I am not going to tell you about my worst experience catastrophizing, because I don’t want to be sectioned. Suffice to say that it ended when The Husband called me, having found 72 missed calls on his phone. In the space of an hour. And that didn’t include the calls I’d made to the hotel where he was staying in New York. And no. It wasn’t 9/11, that would have been a justifiable concern.

 

It used to be The Brother that was the focus of these “episodes”. Ever since I was little I would have nightmares about horrendous things happening to him. I remember waking up in a hysterical state when I was about 6 years old from a nightmare where our house was burning down, and I couldn’t get to him to save him. These were nightmares I was still having all the way through university, they got more gruesome and more vivid. And it wasn’t just dreams. It was waking thoughts. If he had anything the matter with him, I would end up 100% certain that he had weeks to live. One time he had a mole that appeared, and for several months The Husband (or The Boyfriend as he was then) spent hour upon hour with me sobbing into his chest at the thought of a life coping with the grief of the loss. The mole was eventually removed, and tested. 100% fine.

 

My mum and dad never tell me about medical tests they have done until after the event.

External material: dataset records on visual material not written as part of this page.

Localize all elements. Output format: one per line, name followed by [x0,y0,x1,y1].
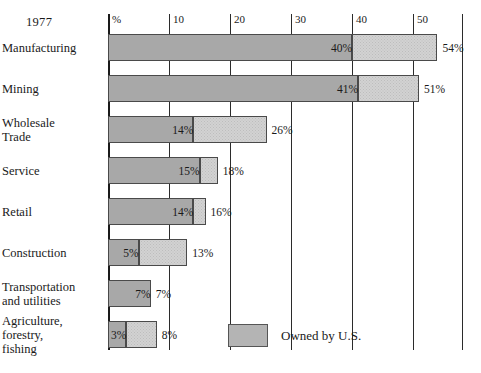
bar-owned-value: 14% [108,124,197,136]
bar-total-value: 13% [187,247,213,259]
chart-row: Service15%18% [108,157,462,184]
bar-chart: 1977 %1020304050Manufacturing40%54%Minin… [0,0,481,373]
bar-segment-remainder [126,321,157,348]
owned-by-us-swatch [228,324,268,347]
row-label: Transportation and utilities [2,280,98,308]
chart-row: Manufacturing40%54% [108,34,462,61]
plot-area: %1020304050Manufacturing40%54%Mining41%5… [108,14,462,350]
tick-label-50: 50 [413,13,428,25]
chart-row: Retail14%16% [108,198,462,225]
chart-row: Mining41%51% [108,75,462,102]
chart-legend: Owned by U.S. [228,324,361,347]
row-label: Wholesale Trade [2,116,98,144]
tick-label-40: 40 [352,13,367,25]
tick-label-%: % [108,13,121,25]
bar-total-value: 7% [151,288,171,300]
row-label: Retail [2,205,98,219]
bar-total-value: 51% [419,83,445,95]
legend-label: Owned by U.S. [281,328,361,344]
row-label: Manufacturing [2,41,98,55]
bar-total-value: 54% [437,42,463,54]
bar-owned-value: 14% [108,206,197,218]
row-label: Mining [2,82,98,96]
chart-row: Wholesale Trade14%26% [108,116,462,143]
bar-owned-value: 7% [108,288,155,300]
bar-owned-value: 41% [108,83,362,95]
tick-label-30: 30 [291,13,306,25]
bar-owned-value: 15% [108,165,204,177]
bar-owned-value: 5% [108,247,143,259]
bar-owned-value: 3% [108,329,130,341]
chart-row: Transportation and utilities7%7% [108,280,462,307]
row-label: Service [2,164,98,178]
bar-total-value: 16% [206,206,232,218]
row-label: Agriculture, forestry, fishing [2,314,98,356]
bar-segment-remainder [193,116,266,143]
bar-total-value: 8% [157,329,177,341]
bar-segment-remainder [352,34,437,61]
chart-row: Construction5%13% [108,239,462,266]
year-caption: 1977 [26,15,52,30]
tick-label-10: 10 [169,13,184,25]
row-label: Construction [2,246,98,260]
tick-label-20: 20 [230,13,245,25]
bar-total-value: 18% [218,165,244,177]
bar-owned-value: 40% [108,42,356,54]
bar-segment-remainder [358,75,419,102]
bar-segment-remainder [139,239,188,266]
bar-total-value: 26% [267,124,293,136]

Sometimes not even then, because I have them dead and buried before they’ve had the “all clear” call from the doctor.

 

If my phone rings and I see it’s Mum & Dad, my first thought is ALWAYS, “oh, shit, someone has died” {Hilarious Aside – I had typed the “d” of that last “died” when the phone rang and it was my dad’s mobile… which he never calls from…. So, which… well, you can guess…. I think my heart rate is just about back to normal}

 

If my parents or my mother in law don’t answer the phone when I (or The Husband) call, I can’t stop envisaging accidents until they return said call.

 

If The Husband doesn’t respond to a text message within a few hours I start checking news sites. I don’t go into constant phoning mode, because I know that this thought pattern I’m spiralling into is irrational…. So I then just go into constant “refreshing News sites” mode. Totally rational. Obviously. Fortunately for my blood pressure, I don’t text that much, unless there’s a specific question that needs answering.

 

This list goes on and on and on….

And then this…. As a result of the examples above… and this is NOT an exaggeration (I wish it were)… Every time I say goodbye to somebody that I love there is a voice in my head that tells me “This might be the last time you ever see them.” And it’s not whispering. It’s not always shouting. But it’s been doing it’s vocal workouts – that voice is well-projected and full bodied.

 

“HOW IS THIS ‘IN DEFENCE’, YOU LUNATIC?!?!!? You sound like one of those people in a relationship with an asshole who just keeps making excuses for them!”

 

I’ll tell you why – it is exhausting. Yes. (Also quite a good source of comedy because, to be fair, it is ridiculous). But because of that constant reminder that life is fragile, and with everything happening in the world right now… shit stuff happened to good people all the time… I can honestly say that I never take anyone in my life for granted. And that, I don’t think is a bad thing. And would I be as grateful as I am for all the moments with all those people if I wasn’t constantly thinking that last night may be the last night I ever spend on the sofa with The Husband, or that the phone call from my dad’s mobile mid-blog might be the last time I ever hear his voice, or that ANY number of those little everyday interactions that seem meaningless, but that make up ‘Life’ may in some way turn into one of the most meaningful events in my life? I mean… maybe. But maybe not.

 

So please…. Particularly, if you are someone who knows me, and cares about me, or maybe doesn’t particularly care about me, but has fun with me… Please don’t look at me with sad eyes and think that I’m brave.

Just remind yourself, that if it wasn’t for my Anxiety, I may well be a right c*nt.

And if you already think I am…. Well just IMAGINE how much worse I could be.